Wood v. Allen

  • January 20, 2010

    In what may be her first noteworthy opinion for the Supreme Court, Justice Sonia Sotomayor -- a former prosecutor -- assessed whether a defendant's counsel was unconstitutionally ineffective. In Wood v. Allen, a defense attorney failed to further investigate or introduce evidence of the defendant's IQ being significantly below average. Writing for a 7-2 majority, Justice Sotomayor determined, "Even if it is debatable, it is not unreasonable to conclude that ... counsel made a strategic decision not to inquire further into the information contained in the report about Wood's mental deficiencies and not present to the jury such information." Accordingly, the Court upheld the U.S. Court of Appeals for the Eleventh Circuit, which had reinstated Mr. Holly Wood's death sentence.

    As detailed in this preview of the case, Wood shot and killed his girlfriend while she slept. During his trial in an Alabama state court, Wood was represented by three lawyers. Of those three attorneys, one had just graduated from law school and was freshly sworn into the bar. It was this lawyer who, assigned to defend Wood during the sentencing phase of the trial, failed to investigate or introduce evidence of Wood's limited mental capacity.

    Preliminary testing indicated that Wood's IQ was below 70, which is suggestive of a developmental disability. Without introduction of that mitigating evidence, the jury voted 10-2 to sentence Wood to death by electrocution -- Alabama's statutorily minimum vote for capital punishment.

  • November 3, 2009
    Guest Post

    By Emily Garcia Uhrig, Associate Professor of Law, University of the Pacific McGeorge School of Law

    The Supreme Court will hear argument tomorrow in Wood v. Allen, an Alabama state capital case in which the petitioner, Holly Wood, challenges his death sentence for fatally shooting his ex-girlfriend out of jealousy while she was sleeping in her home.

    Mr. Wood's challenge stems from defense counsel's failure to investigate and develop mitigation evidence for the penalty phase of his trial based on his substantial mental deficiencies. (To begin with, Mr. Wood has an IQ estimated in the 60s.) Mr. Wood was represented by three attorneys - two, experienced and one, just out of law school. Experienced counsel assumed responsibility for the guilt phase of Mr. Wood's trial and put new counsel, who had no prior criminal trial or capital case experience, in charge of the penalty phase.

    Defense counsel learned from a pretrial competency evaluation that Mr. Wood functioned "in the borderline range of intellect." But despite the fact that issues pertaining to mental capacity often provide fertile ground for mitigation during the penalty phase of capital cases, counsel did not investigate further Mr.

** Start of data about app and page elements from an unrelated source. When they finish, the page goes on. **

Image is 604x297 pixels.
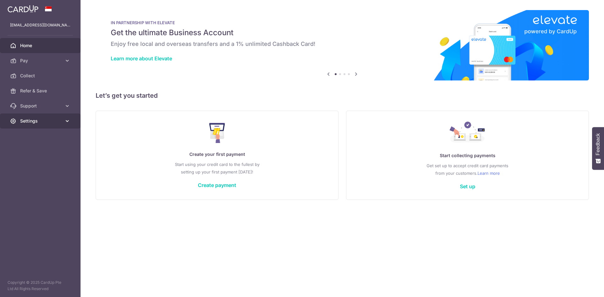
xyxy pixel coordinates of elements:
a: Learn more [477,170,500,177]
h5: Get the ultimate Business Account [111,28,574,38]
p: [EMAIL_ADDRESS][DOMAIN_NAME] [10,22,70,28]
span: Home [20,42,62,49]
img: Renovation banner [96,10,589,81]
p: Get set up to accept credit card payments from your customers. [359,162,576,177]
a: Create payment [198,182,236,188]
span: Pay [20,58,62,64]
p: Start collecting payments [359,152,576,159]
img: CardUp [8,5,38,13]
span: Help [14,4,27,10]
p: Start using your credit card to the fullest by setting up your first payment [DATE]! [108,161,325,176]
p: IN PARTNERSHIP WITH ELEVATE [111,20,574,25]
img: Make Payment [209,123,225,143]
span: Settings [20,118,62,124]
p: Create your first payment [108,151,325,158]
span: Support [20,103,62,109]
h6: Enjoy free local and overseas transfers and a 1% unlimited Cashback Card! [111,40,574,48]
span: Feedback [595,133,601,155]
span: Collect [20,73,62,79]
img: Collect Payment [449,122,485,144]
a: Set up [460,183,475,190]
a: Learn more about Elevate [111,55,172,62]
span: Refer & Save [20,88,62,94]
h5: Let’s get you started [96,91,589,101]
button: Feedback - Show survey [592,127,604,170]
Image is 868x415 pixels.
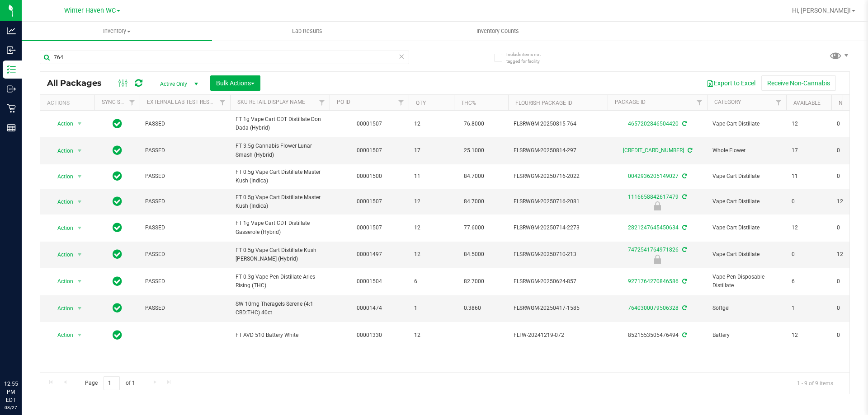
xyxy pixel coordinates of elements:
span: 12 [414,198,448,206]
span: Include items not tagged for facility [506,51,552,65]
span: Inventory [22,27,212,35]
span: Vape Pen Disposable Distillate [712,273,780,290]
span: In Sync [112,302,122,314]
span: In Sync [112,170,122,183]
span: FLSRWGM-20250716-2022 [513,172,602,181]
span: 17 [414,147,448,155]
span: 25.1000 [459,144,489,157]
span: PASSED [145,147,225,155]
a: 00001507 [357,121,382,127]
span: select [74,195,85,208]
span: In Sync [112,275,122,288]
span: FLSRWGM-20250417-1585 [513,304,602,313]
span: Action [49,249,74,261]
span: 82.7000 [459,275,489,288]
a: 0042936205149027 [628,173,679,179]
a: Lab Results [212,22,402,40]
a: 00001474 [357,305,382,311]
div: Launch Hold [606,255,708,264]
span: FLSRWGM-20250815-764 [513,120,602,128]
span: 1 [792,304,826,313]
span: 0 [792,198,826,206]
span: select [74,302,85,315]
span: FLSRWGM-20250716-2081 [513,198,602,206]
span: Action [49,329,74,341]
span: Sync from Compliance System [681,173,687,179]
a: Inventory Counts [402,22,593,40]
input: 1 [103,376,120,390]
span: Sync from Compliance System [681,121,687,127]
span: SW 10mg Theragels Serene (4:1 CBD:THC) 40ct [235,300,324,317]
a: Filter [692,95,707,110]
span: 11 [792,172,826,181]
span: FLSRWGM-20250710-213 [513,250,602,259]
span: FT 0.3g Vape Pen Distillate Aries Rising (THC) [235,273,324,290]
span: 76.8000 [459,117,489,131]
p: 08/27 [4,404,17,411]
span: FT AVD 510 Battery White [235,331,324,340]
span: Bulk Actions [216,80,255,86]
span: FLSRWGM-20250814-297 [513,147,602,155]
span: 77.6000 [459,221,489,235]
span: select [74,275,85,288]
a: 00001507 [357,147,382,154]
span: In Sync [112,221,122,234]
span: 12 [792,120,826,128]
a: Filter [394,95,408,110]
span: Vape Cart Distillate [712,120,780,128]
span: Sync from Compliance System [681,332,687,339]
a: External Lab Test Result [147,99,218,105]
inline-svg: Retail [7,104,16,113]
a: Package ID [615,99,646,105]
span: 12 [792,224,826,232]
a: Filter [315,95,330,110]
input: Search Package ID, Item Name, SKU, Lot or Part Number... [40,51,409,64]
a: 00001507 [357,225,382,231]
span: In Sync [112,248,122,261]
span: In Sync [112,195,122,208]
span: Action [49,195,74,208]
a: 7472541764971826 [628,247,679,253]
span: 17 [792,147,826,155]
span: FT 1g Vape Cart CDT Distillate Don Dada (Hybrid) [235,115,324,133]
span: 12 [792,331,826,340]
a: Category [714,99,741,105]
a: 7640300079506328 [628,305,679,311]
span: Vape Cart Distillate [712,224,780,232]
a: Qty [416,100,426,106]
a: 2821247645450634 [628,225,679,231]
span: Whole Flower [712,147,780,155]
a: 00001504 [357,279,382,285]
a: 00001507 [357,198,382,204]
span: PASSED [145,120,225,128]
span: Softgel [712,304,780,313]
span: 11 [414,172,448,181]
inline-svg: Inventory [7,65,16,74]
span: In Sync [112,329,122,341]
span: Sync from Compliance System [681,247,687,253]
span: PASSED [145,172,225,181]
a: 00001497 [357,251,382,258]
inline-svg: Outbound [7,84,16,94]
button: Receive Non-Cannabis [761,75,836,91]
span: 12 [414,250,448,259]
span: 1 [414,304,448,313]
span: Vape Cart Distillate [712,172,780,181]
span: 12 [414,224,448,232]
span: PASSED [145,304,225,313]
span: Sync from Compliance System [681,225,687,231]
a: Flourish Package ID [515,100,572,106]
span: FT 3.5g Cannabis Flower Lunar Smash (Hybrid) [235,142,324,159]
span: Sync from Compliance System [681,279,687,285]
span: Battery [712,331,780,340]
a: 1116658842617479 [628,194,679,200]
span: FLSRWGM-20250714-2273 [513,224,602,232]
span: In Sync [112,144,122,157]
span: 1 - 9 of 9 items [790,376,840,390]
span: select [74,222,85,235]
span: 12 [414,331,448,340]
span: select [74,329,85,341]
a: THC% [461,100,476,106]
span: Page of 1 [78,376,142,390]
span: All Packages [47,78,111,88]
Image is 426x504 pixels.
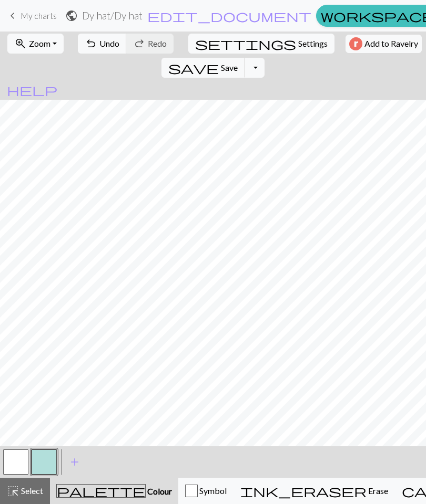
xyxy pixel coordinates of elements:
[364,37,418,51] span: Add to Ravelry
[50,478,179,504] button: Colour
[78,33,127,54] button: Undo
[147,9,311,23] span: edit_document
[366,486,388,496] span: Erase
[221,62,237,73] span: Save
[179,478,234,504] button: Symbol
[195,37,296,50] i: Settings
[7,484,20,499] span: highlight_alt
[345,35,422,53] button: Add to Ravelry
[7,33,64,54] button: Zoom
[188,33,335,54] button: SettingsSettings
[20,10,57,20] span: My charts
[15,36,27,51] span: zoom_in
[85,36,97,51] span: undo
[195,36,296,51] span: settings
[68,455,81,470] span: add
[7,7,57,25] a: My charts
[20,486,43,496] span: Select
[57,484,145,499] span: palette
[161,58,245,78] button: Save
[168,60,218,75] span: save
[99,38,119,49] span: Undo
[65,9,78,23] span: public
[298,37,327,50] span: Settings
[197,486,226,496] span: Symbol
[240,484,366,499] span: ink_eraser
[349,37,362,51] img: Ravelry
[82,9,142,22] h2: Dy hat / Dy hat
[7,83,57,97] span: help
[146,487,172,497] span: Colour
[234,478,395,504] button: Erase
[7,9,19,23] span: keyboard_arrow_left
[29,38,51,49] span: Zoom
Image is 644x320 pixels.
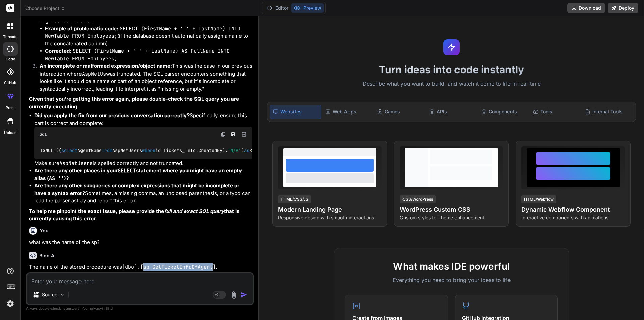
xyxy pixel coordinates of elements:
[221,132,226,137] img: copy
[29,263,252,271] p: The name of the stored procedure was .
[270,105,321,119] div: Websites
[45,25,252,48] li: (if the database doesn't automatically assign a name to the concatenated column).
[34,182,241,197] strong: Are there any other subqueries or complex expressions that might be incomplete or have a syntax e...
[42,291,58,298] p: Source
[345,276,558,284] p: Everything you need to bring your ideas to life
[400,205,503,215] h4: WordPress Custom CSS
[530,105,581,119] div: Tools
[400,215,503,221] p: Custom styles for theme enhancement
[117,167,136,174] code: SELECT
[49,175,64,182] code: AS ''
[263,80,640,88] p: Describe what you want to build, and watch it come to life in real-time
[45,25,118,31] strong: Example of problematic code:
[4,130,17,135] label: Upload
[82,71,106,77] code: AspNetUs
[40,147,287,154] code: ISNULL(( AgentName AspNetUsers id Tickets_Info.CreatedBy), ) Representative
[40,63,172,69] strong: An incomplete or malformed expression/object name:
[345,259,558,274] h2: What makes IDE powerful
[400,195,436,204] div: CSS/WordPress
[3,34,18,40] label: threads
[478,105,529,119] div: Components
[59,160,93,167] code: AspNetUsers
[34,112,189,118] strong: Did you apply the fix from our previous conversation correctly?
[26,5,65,11] span: Choose Project
[34,112,252,127] p: Specifically, ensure this part is correct and complete:
[40,132,46,137] span: Sql
[521,215,625,221] p: Interactive components with animations
[322,105,373,119] div: Web Apps
[374,105,426,119] div: Games
[29,208,241,222] strong: To help me pinpoint the exact issue, please provide the that is currently causing this error.
[59,292,65,298] img: Pick Models
[263,4,291,13] button: Editor
[228,148,241,153] span: 'N/A'
[40,227,48,234] h6: You
[278,205,381,215] h4: Modern Landing Page
[34,167,243,181] strong: Are there any other places in your statement where you might have an empty alias ( )?
[608,3,638,14] button: Deploy
[4,80,16,86] label: GitHub
[228,130,238,139] button: Save file
[164,208,224,215] em: full and exact SQL query
[278,195,311,204] div: HTML/CSS/JS
[426,105,477,119] div: APIs
[567,3,605,14] button: Download
[61,148,78,153] span: select
[6,105,15,111] label: prem
[230,291,238,299] img: attachment
[582,105,633,119] div: Internal Tools
[39,252,56,259] h6: Bind AI
[241,291,247,298] img: icon
[161,148,163,153] span: =
[26,305,253,311] p: Always double-check its answers. Your in Bind
[521,195,556,204] div: HTML/Webflow
[291,4,324,13] button: Preview
[45,48,230,62] code: SELECT (FirstName + ' ' + LastName) AS FullName INTO NewTable FROM Employees;
[244,148,249,153] span: as
[29,239,252,247] p: what was the name of the sp?
[102,148,112,153] span: from
[263,63,640,76] h1: Turn ideas into code instantly
[45,48,71,54] strong: Corrected:
[241,131,247,138] img: Open in Browser
[142,148,155,153] span: where
[521,205,625,215] h4: Dynamic Webflow Component
[29,96,241,110] strong: Given that you're getting this error again, please double-check the SQL query you are currently e...
[34,63,252,93] li: This was the case in our previous interaction where was truncated. The SQL parser encounters some...
[34,160,252,167] p: Make sure is spelled correctly and not truncated.
[34,182,252,205] p: Sometimes, a missing comma, an unclosed parenthesis, or a typo can lead the parser astray and rep...
[6,56,15,62] label: code
[90,306,102,310] span: privacy
[122,264,216,270] code: [dbo].[sp_GetTicketInfoOfAgent]
[278,215,381,221] p: Responsive design with smooth interactions
[45,25,241,40] code: SELECT (FirstName + ' ' + LastName) INTO NewTable FROM Employees;
[5,298,16,309] img: settings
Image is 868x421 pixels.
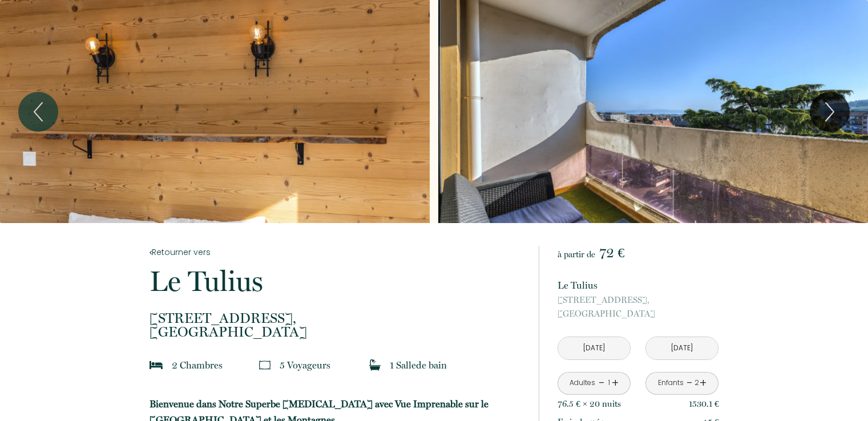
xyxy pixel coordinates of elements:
[557,249,595,259] span: à partir de
[557,293,718,307] span: [STREET_ADDRESS],
[557,293,718,321] p: [GEOGRAPHIC_DATA]
[612,374,619,392] a: +
[558,337,630,359] input: Arrivée
[688,396,719,410] p: 1530.1 €
[686,374,692,392] a: -
[557,277,718,293] p: Le Tulius
[150,311,523,339] p: [GEOGRAPHIC_DATA]
[150,267,523,295] p: Le Tulius
[390,357,447,373] p: 1 Salle de bain
[606,377,612,388] div: 1
[259,359,270,370] img: guests
[150,311,523,325] span: [STREET_ADDRESS],
[219,359,223,370] span: s
[646,337,718,359] input: Départ
[810,92,850,132] button: Next
[569,377,595,388] div: Adultes
[658,377,684,388] div: Enfants
[150,245,523,258] a: Retourner vers
[279,357,330,373] p: 5 Voyageur
[18,92,58,132] button: Previous
[599,245,624,261] span: 72 €
[617,399,621,409] span: s
[326,359,330,370] span: s
[699,374,706,392] a: +
[557,396,621,410] p: 76.5 € × 20 nuit
[599,374,605,392] a: -
[694,377,699,388] div: 2
[172,357,223,373] p: 2 Chambre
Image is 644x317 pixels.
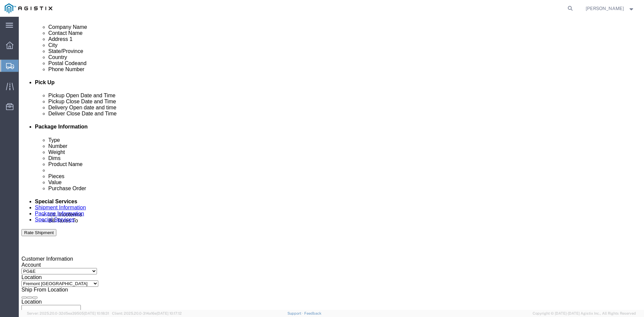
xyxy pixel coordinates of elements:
span: Server: 2025.20.0-32d5ea39505 [27,311,109,315]
span: Chris Catarino [585,5,624,12]
button: [PERSON_NAME] [585,5,635,13]
a: Feedback [304,311,321,315]
span: Copyright © [DATE]-[DATE] Agistix Inc., All Rights Reserved [533,311,636,316]
a: Support [288,311,304,315]
span: [DATE] 10:18:31 [84,311,109,315]
span: [DATE] 10:17:12 [157,311,182,315]
img: logo [5,4,52,14]
span: Client: 2025.20.0-314a16e [112,311,182,315]
iframe: FS Legacy Container [19,17,644,310]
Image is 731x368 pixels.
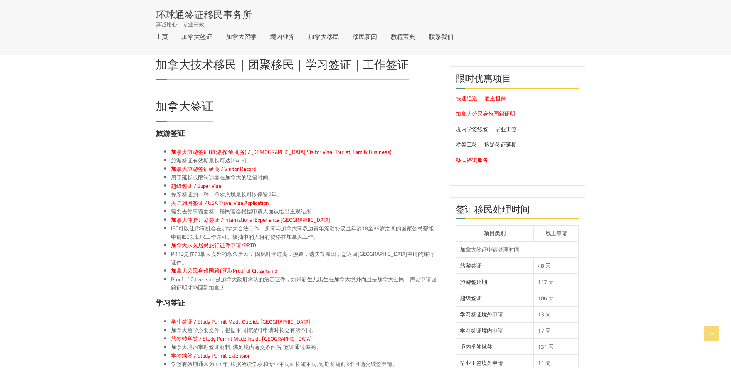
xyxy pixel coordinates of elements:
a: 加拿大体验计划签证 / International Experience [GEOGRAPHIC_DATA] [171,215,330,225]
span: 加拿大技术移民｜团聚移民｜学习签证｜工作签证 [156,54,409,75]
a: 加拿大留学 [226,34,257,40]
a: 加拿大旅游签证延期 / Visitor Record [171,164,256,174]
img: EN [467,34,473,38]
a: 美国旅游签证 / USA Travel Visa Application [171,198,269,208]
a: 毕业工签境外申请 [460,358,503,368]
strong: 旅游签证 [156,126,185,140]
a: 加拿大签证 [182,34,212,40]
td: 17 周 [534,322,579,338]
span: 真诚用心，专业高效 [156,20,204,28]
a: 毕业工签 [495,124,517,134]
td: 131 天 [534,338,579,355]
li: 需要去领事馆面签，移民官会根据申请人面试给出主观结果。 [171,207,438,215]
td: 48 天 [534,257,579,274]
h2: 加拿大签证 [156,100,213,116]
a: 移民新闻 [353,34,377,40]
td: 13 周 [534,306,579,322]
a: 境内业务 [270,34,295,40]
div: 加拿大签证申请处理时间 [460,245,575,253]
a: 境内学签续签 [460,341,492,351]
a: 快速通道 [456,93,477,103]
li: 探亲签证的一种，单次入境最长可以停留7年。 [171,190,438,198]
a: 联系我们 [429,34,454,40]
a: 旅游签延期 [460,277,487,287]
a: 移民咨询服务 [456,155,488,165]
a: 加拿大公民身份国籍证明 [456,109,515,119]
a: 学签续签 / Study Permit Extension [171,350,251,360]
h2: 签证移民处理时间 [456,203,579,219]
li: 加拿大留学必要文件，根据不同情况可申请时长会有所不同。 [171,326,438,334]
a: 学生签证 / Study Permit Made Outside [GEOGRAPHIC_DATA] [171,316,310,326]
td: 106 天 [534,290,579,306]
li: PRTD是在加拿大境外的永久居民， 因枫叶卡过期，损毁，遗失等原因，需返回[GEOGRAPHIC_DATA]申请的旅行证件。 [171,249,438,266]
li: 加拿大境内审理签证材料, 满足境内递交条件后, 签证通过率高。 [171,343,438,351]
a: 超级签证 / Super Visa [171,181,221,191]
th: 线上申请 [534,225,579,241]
a: 教程宝典 [391,34,415,40]
a: 加拿大永久居民旅行证件申请/PRTD [171,240,256,250]
a: 桥梁工签 [456,140,477,150]
a: 加拿大移民 [308,34,339,40]
a: 加拿大公民身份国籍证明/Proof of Citizenship [171,266,277,276]
a: 学习签证境内申请 [460,325,503,335]
img: 繁体 [487,34,493,38]
li: 用于延长或限制访客在加拿大的逗留时间。 [171,173,438,182]
a: 旅游签证 [460,261,482,271]
a: 主页 [156,34,168,40]
h2: 限时优惠项目 [456,72,579,89]
a: 超级签证 [460,293,482,303]
a: Go to Top [704,325,719,341]
a: 雇主担保 [484,93,506,103]
a: 旅游签证延期 [484,140,517,150]
li: Proof of Citizenship是加拿大政府承认的法定证件，如果新生儿出生在加拿大境外而且是加拿大公民，需要申请国籍证明才能回到加拿大 [171,275,438,292]
a: 加拿大旅游签证(旅游,探亲,商务) / [DEMOGRAPHIC_DATA] Visitor Visa (Tourist, Family Business) [171,147,392,157]
td: 117 天 [534,274,579,290]
strong: 学习签证 [156,296,185,309]
li: 旅游签证有效期最长可达[DATE]。 [171,156,438,165]
li: IEC可以让你有机会在加拿大合法工作，所有与加拿大有双边青年流动协议且年龄18至35岁之间的国家公民都能申请IEC以获取工作许可。被抽中的人将有资格在加拿大工作。 [171,224,438,241]
a: 旅签转学签 / Study Permit Made Inside [GEOGRAPHIC_DATA] [171,333,312,343]
a: 境内学签续签 [456,124,488,134]
a: 环球通签证移民事务所 [156,10,252,19]
th: 项目类别 [456,225,534,241]
a: 学习签证境外申请 [460,309,503,319]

Wood's limited intellectual functioning nor introduce any evidence on the subject during the penalty phase. The jury recommended death by a 10-2 margin, the statutory minimum for such recommendation in Alabama. The judge abided by the jury's recommendation and sentenced Mr. Wood to death by electrocution.

  • September 25, 2009

    Comparing the state of the justice system to America's crumbling transportation infrastructure, Gara LaMarche, of The Atlantic Philanthropies, writes in the latest The Nation, "What is required is an understanding of the pieces and what needs to happen at various levels, with the right leadership, to put them back together."

    LaMarche highlights several key areas requiring improvement within "the infrastructure of justice," writing: 

    We certainly have not neglected building prisons in recent years, as draconian sentencing laws have put a record number of men and many women behind bars. This has been the greatest boom-time in recorded history for the prison-industrial complex. But far more than bricks and mortar, the infrastructure of laws and policies and human capital tell the story of the health of justice in America.